Three Australian football players have been disgraced after they painted their face and body black in a shocking instance of 'blackface' for their club's Mad Monday celebration.

The three amateur league players compete for the Penguin League Football Club, Tasmania. Two of the men, Mitch Stanley and Matt Chamberlain, dressed as Serena and Venus Williams.

The third, Beau Grundy, dressed as the Sydney Swans player Aliir Aliir, the first Sudanese player to be selected NAB AFL National Draft.

Grundy uploaded a photograph of the three men dressed in their costumes to the Mad Monday Facebook group, accompanied by the caption:

William sisters and Aliir Aliir #MadMonday

The post has now been deleted, but screenshots have been saved, and widely shared on social media:

Tasmanian Aboriginal activist Michael Mansell said the Penguin Football Club needed to take responsibility for the players' actions, reports ABC.net:

There's a need for the clubs to take responsibility for any racist, sexist or offensive behaviour.

People enjoy playing their sports, but they are entertaining in front of the public and therefore they need to acknowledge the values that the public expects them to adhere to.

This sort of racist behaviour is offensive to most reasonable people. 

Mr Mansell also said that the club, which is yet to issue a statement, must make a public stand.

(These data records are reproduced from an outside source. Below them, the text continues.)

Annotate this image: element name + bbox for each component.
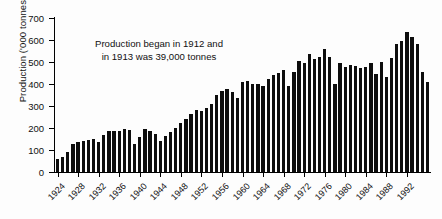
- bar: [405, 32, 408, 172]
- bar: [359, 68, 362, 172]
- x-axis-tick: [407, 173, 408, 177]
- x-axis-tick-label: 1988: [371, 181, 395, 205]
- bar: [246, 81, 249, 172]
- y-axis-tick-label: 0: [14, 167, 44, 178]
- bar: [426, 82, 429, 172]
- bar: [385, 77, 388, 172]
- bar: [369, 63, 372, 172]
- bar: [56, 159, 59, 172]
- bar: [159, 141, 162, 172]
- bar: [354, 66, 357, 172]
- bar: [241, 82, 244, 172]
- bar: [400, 41, 403, 172]
- x-axis-tick-label: 1972: [289, 181, 313, 205]
- bar: [82, 141, 85, 172]
- bar: [323, 49, 326, 172]
- bar: [200, 111, 203, 172]
- bar: [390, 58, 393, 172]
- bar: [76, 142, 79, 172]
- bar: [112, 131, 115, 172]
- bar: [143, 129, 146, 172]
- y-axis-tick-label: 300: [14, 101, 44, 112]
- y-axis-tick-label: 200: [14, 123, 44, 134]
- bar: [133, 144, 136, 172]
- x-axis-tick: [284, 173, 285, 177]
- bar: [128, 130, 131, 172]
- x-axis-tick-label: 1956: [207, 181, 231, 205]
- y-axis-tick-label: 500: [14, 57, 44, 68]
- bar: [123, 129, 126, 172]
- bar: [292, 72, 295, 172]
- x-axis-tick-label: 1944: [145, 181, 169, 205]
- x-axis-tick: [366, 173, 367, 177]
- bar: [380, 62, 383, 172]
- x-axis-tick: [181, 173, 182, 177]
- annotation-line-1: Production began in 1912 and: [68, 38, 250, 51]
- bar: [210, 104, 213, 172]
- y-axis-tick-label: 600: [14, 35, 44, 46]
- x-axis-tick-label: 1980: [330, 181, 354, 205]
- y-axis-tick-label: 100: [14, 145, 44, 156]
- bar: [374, 74, 377, 172]
- bar: [261, 86, 264, 172]
- x-axis-tick-label: 1928: [63, 181, 87, 205]
- bar: [318, 57, 321, 172]
- bar: [236, 98, 239, 172]
- bar: [344, 67, 347, 172]
- x-axis-tick-label: 1940: [125, 181, 149, 205]
- x-axis-tick-label: 1968: [269, 181, 293, 205]
- x-axis-tick-label: 1964: [248, 181, 272, 205]
- bar: [205, 108, 208, 172]
- bar: [364, 67, 367, 172]
- x-axis-tick-label: 1992: [392, 181, 416, 205]
- x-axis-tick: [201, 173, 202, 177]
- x-axis-tick: [304, 173, 305, 177]
- bar: [154, 134, 157, 172]
- bar: [297, 61, 300, 172]
- bar: [174, 128, 177, 172]
- bar: [416, 44, 419, 172]
- x-axis-tick: [345, 173, 346, 177]
- bar: [333, 84, 336, 172]
- x-axis-tick: [243, 173, 244, 177]
- bar: [87, 140, 90, 172]
- x-axis-tick-label: 1960: [228, 181, 252, 205]
- annotation-line-2: in 1913 was 39,000 tonnes: [68, 51, 250, 64]
- bar: [287, 86, 290, 172]
- bar: [251, 84, 254, 172]
- x-axis-tick: [58, 173, 59, 177]
- x-axis-tick-label: 1952: [186, 181, 210, 205]
- x-axis-tick: [386, 173, 387, 177]
- x-axis-tick-label: 1932: [84, 181, 108, 205]
- bar: [195, 110, 198, 172]
- bar: [225, 89, 228, 172]
- y-axis-tick-label: 400: [14, 79, 44, 90]
- bar: [349, 65, 352, 172]
- bar: [169, 132, 172, 172]
- bar: [421, 72, 424, 172]
- bar: [256, 84, 259, 172]
- bar: [308, 54, 311, 172]
- bar: [71, 144, 74, 172]
- bar: [61, 157, 64, 172]
- x-axis-tick: [263, 173, 264, 177]
- bar: [179, 123, 182, 173]
- bar: [189, 114, 192, 172]
- x-axis-tick: [160, 173, 161, 177]
- bar: [164, 136, 167, 172]
- bar: [282, 70, 285, 172]
- bar: [220, 91, 223, 172]
- bar: [231, 92, 234, 172]
- bar: [148, 131, 151, 172]
- bar: [410, 37, 413, 172]
- x-axis-tick-label: 1984: [351, 181, 375, 205]
- y-axis-tick-group: 0100200300400500600700: [0, 0, 49, 219]
- bar: [313, 59, 316, 172]
- x-axis-tick: [78, 173, 79, 177]
- bar: [338, 63, 341, 172]
- x-axis-tick: [222, 173, 223, 177]
- bar: [102, 135, 105, 172]
- bar: [97, 142, 100, 172]
- x-axis-tick-label: 1976: [310, 181, 334, 205]
- y-axis-tick-label: 700: [14, 13, 44, 24]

They've got to come out and denounce this sort of behaviour, and make it clear that it does not reflect the views of the Penguin Football Club or people associated with it

He also said that the costumes sent a terrible message:

The message is that [people] are free to make a mockery of people who are not white.

The controversial and offensive photograph has emerged only days after a 'disgustingly racist' cartoon of Serena Williams at the US Open caused wide-spread outrage after it was published by the Australian newspaper the Herald Sun.

The drawing, by cartoonist Mark Knight, depicted Williams as a baby with a dummy having a tantrum, with clenched fists, while her opponent, Haitian Japanese Naomi Osaka, was shown as a slim white woman.

The enlarged size of her lips and nose in the cartoon enraged many, and caused comparisons with Jim Crow-era illustrations of African-American women.

It garnered high profile criticism, with JK Rowling tweeting:

Well done on reducing one of the greatest sportswomen alive to racist and sexist tropes and turning a second great sportswoman into a faceless prop.

indy100 has contacted Tasmanian Penguin Football Club for comment.